The letter, from February of this year, concerned the police department and its response to former state representative Kiah Morris following her allegations of racist online harassment by self-described white nationalist Max Misch. Morris cited both the ongoing harassment — which Misch has acknowledged — and her husband’s health for why she stepped down in September 2018.

The Vermont Attorney General’s office conducted an initial inquiry into the local department’s handling of the case, and announced that, while Morris had been a victim of racial harassment, there was nothing that met the threshold of a criminal offense under current state law. Later, following a subsequent Vermont State Police investigation, Misch was charged with two counts of unlawful possession of large capacity ammunition feeding devices, to which he has pleaded not guilty. State police say the charges are unrelated to the Morris case.

The letter claimed Bennington’s police withheld unspecified information about Misch from state investigators — a claim town officials have denied.

On the Attorney General’s recommendation, the Bennington Select Board has since sought proposals for independent consultants to assess the Bennington Police Department. Moore said the U.S. Department of Justice Civil Division has also contacted her and presented the possibility of submitting a federal complaint.

In Vermont

On a warm Saturday in the middle of spring, Moore could be found in the center of Wallingford, in a two-story home surrounded by a white picket fence, in the midst of five dogs, one cat, one turtle, several goldfish and her children, who now number three: Reese, 16, Brynn, 11, and Hadley, 7.

The pets were quiet except for the dogs, who barked and scampered and eventually settled on any available lap. Children argued over chores, visited the Wallingford Bike Safety Day at the elementary school across the street and hung out with neighborhood friends.

Moore sat on the couch as she reflected upon her racial justice work. She said it looks different in Vermont than it does in a setting such as Syracuse.

Racial justice organizations are a relatively new phenomenon in Vermont: Moore doesn’t remember any from her childhood. Without this institutional history, Moore said the NAACP in Vermont acts less like the establishment it is in other parts of the United States, and more like the grassroots organization it was during the Civil Rights Movement.

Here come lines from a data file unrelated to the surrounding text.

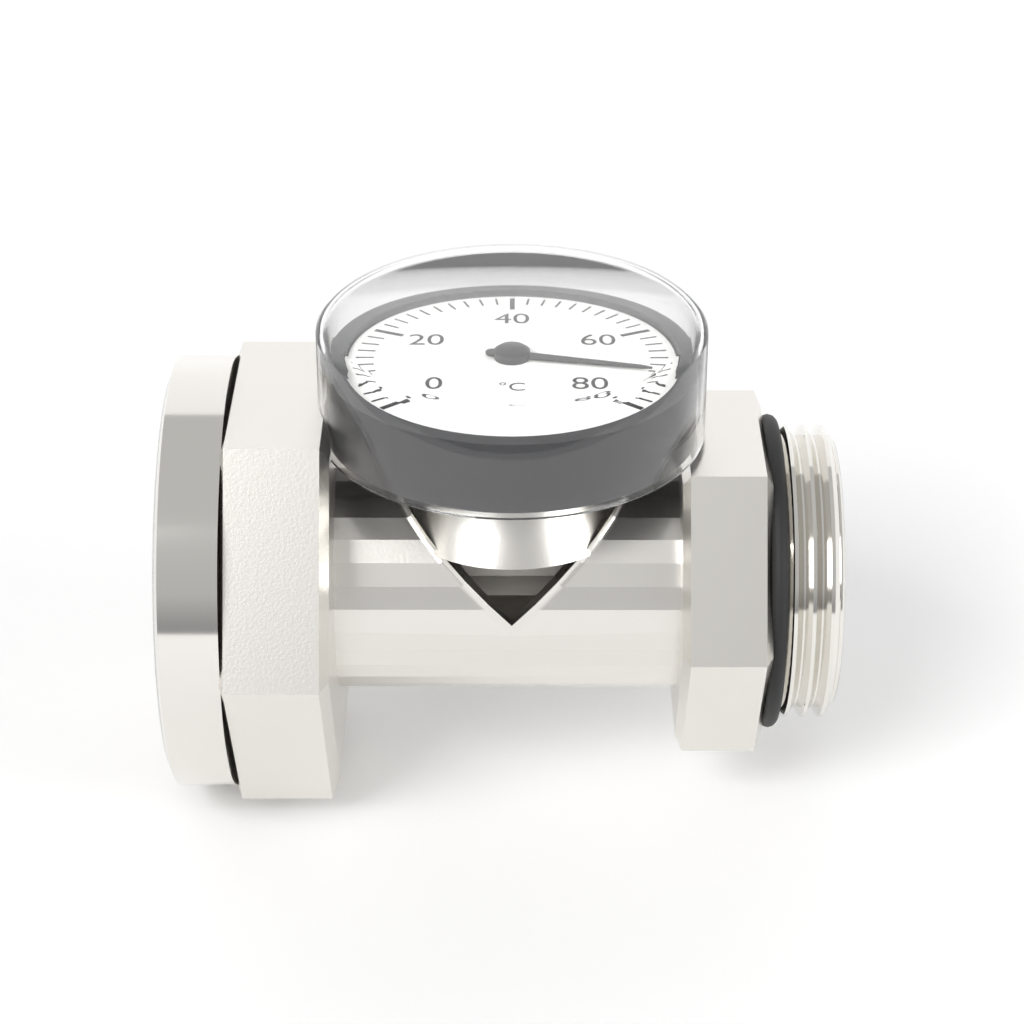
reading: 72 °C
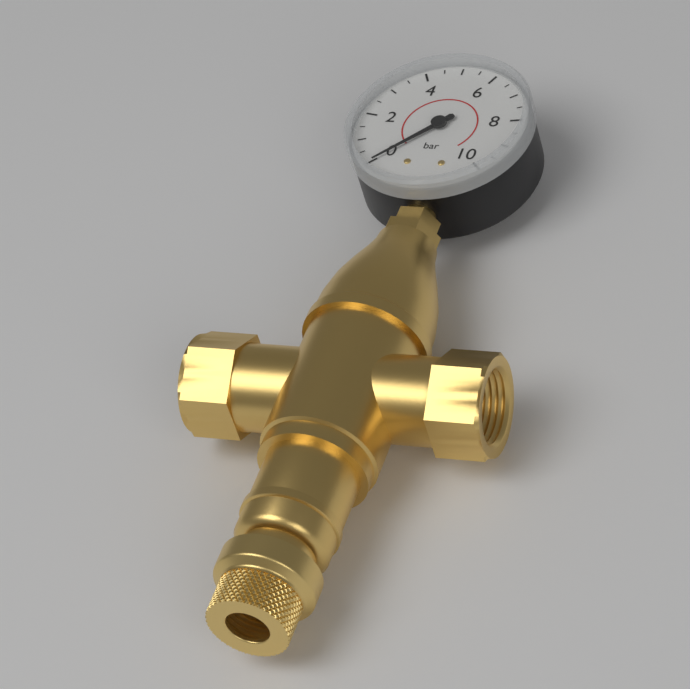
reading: 0.0 bar
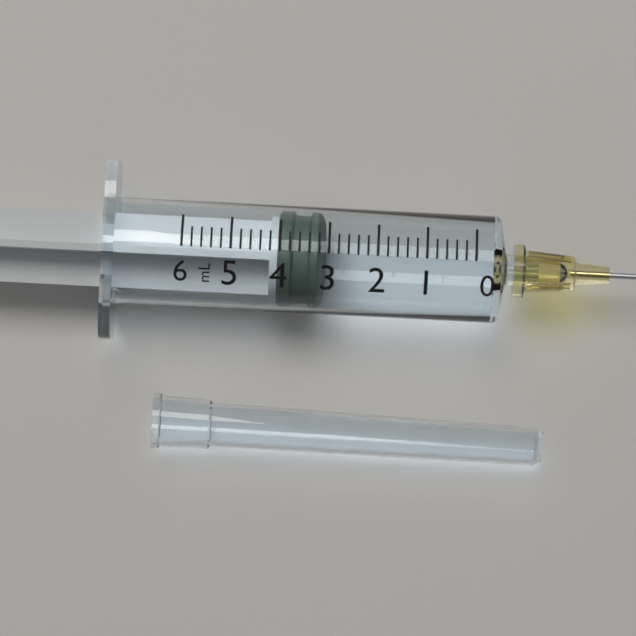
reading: 3.2 ml
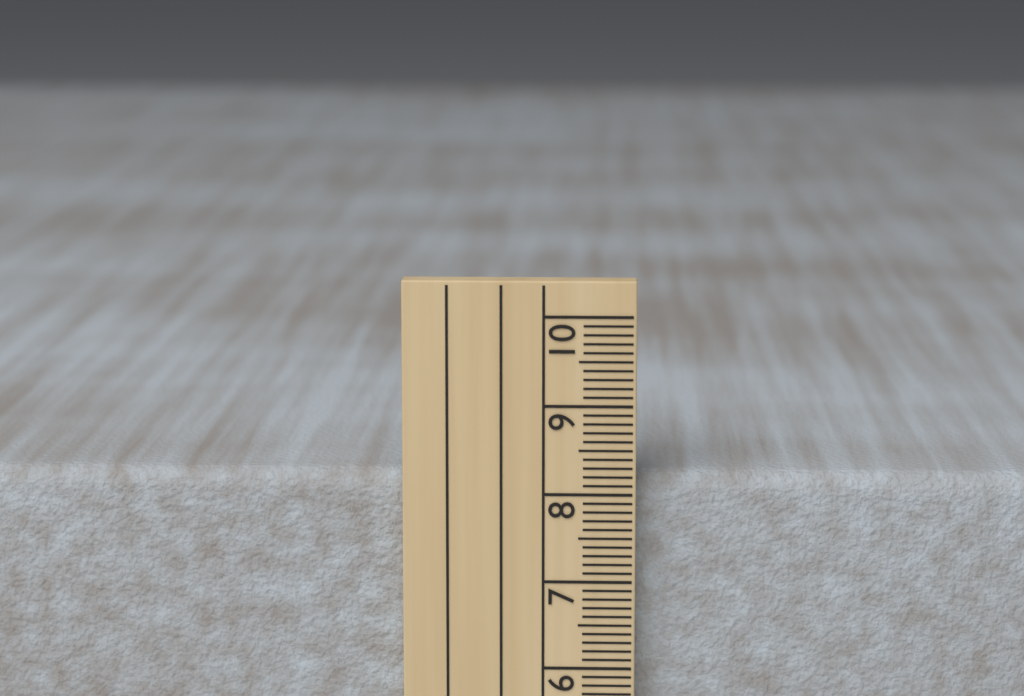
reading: 8.2 cm
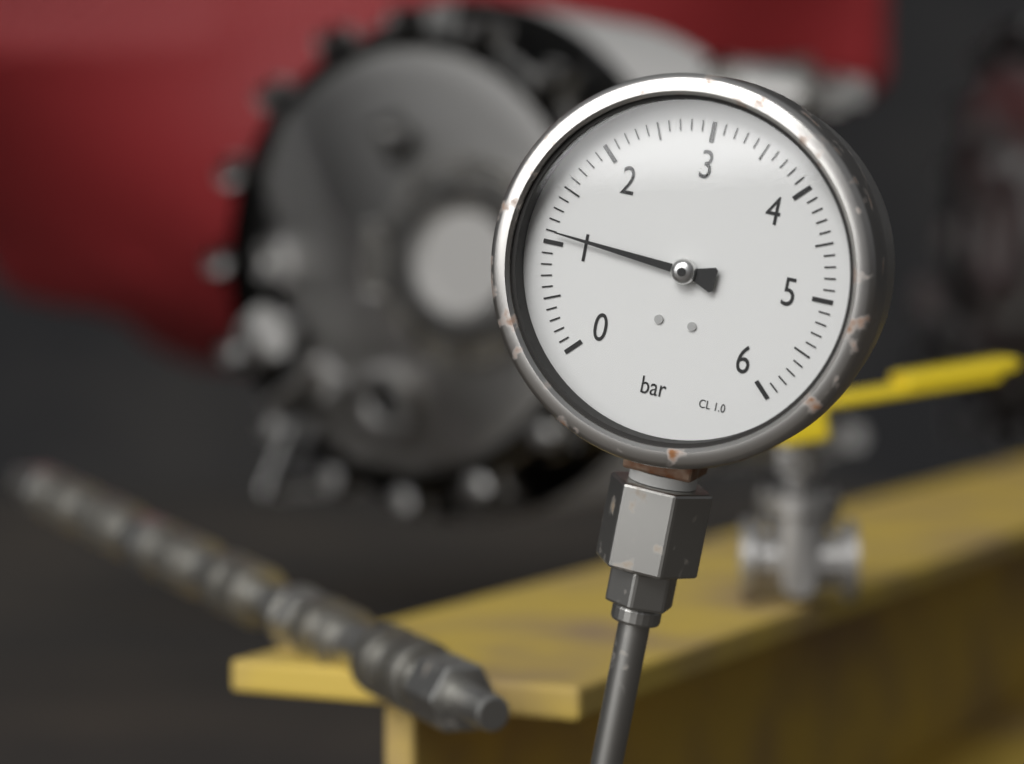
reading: 1.1 bar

“The ability to make an impact to change things on a state level, the ability to ripple through the fabric of our state and our culture here, is so much more than in Syracuse,” she said.

The other major difference: the organization is, unsurprisingly, much whiter here. When she started the Rutland branch, Moore said she had to do a lot of work to educate white people and let them know they didn’t have to be black to join.

“People don’t understand and don’t realize that the NAACP was founded in 1909 … by a multiracial group of people,” she said. “Ultimately, white people will end white supremacy if it is to end peacefully. They have to start dismantling the system while we build up systems that are more equitable and representative and accepting and loving of diverse populations.”

Building up those new, more inclusive systems, though, is tiring work. Moore said whenever she gets together with other people of color in Vermont, they all ask one another how much longer they’ll stay. Moore takes twice-annual trips away to somewhere with a majority non-white population to reset and recharge.

“You can’t be in it all the time,” she said.

Moore is still energized by Vermont and what it offers beneath the complications of white supremacy and racism: The mountains, the small neighborhood where her children can play, the simplicity she learned from her grandparents’ farm.

“It’s about living,” she said.

Elodie Reed is a frequent contributor to Southern Vermont Landscapes.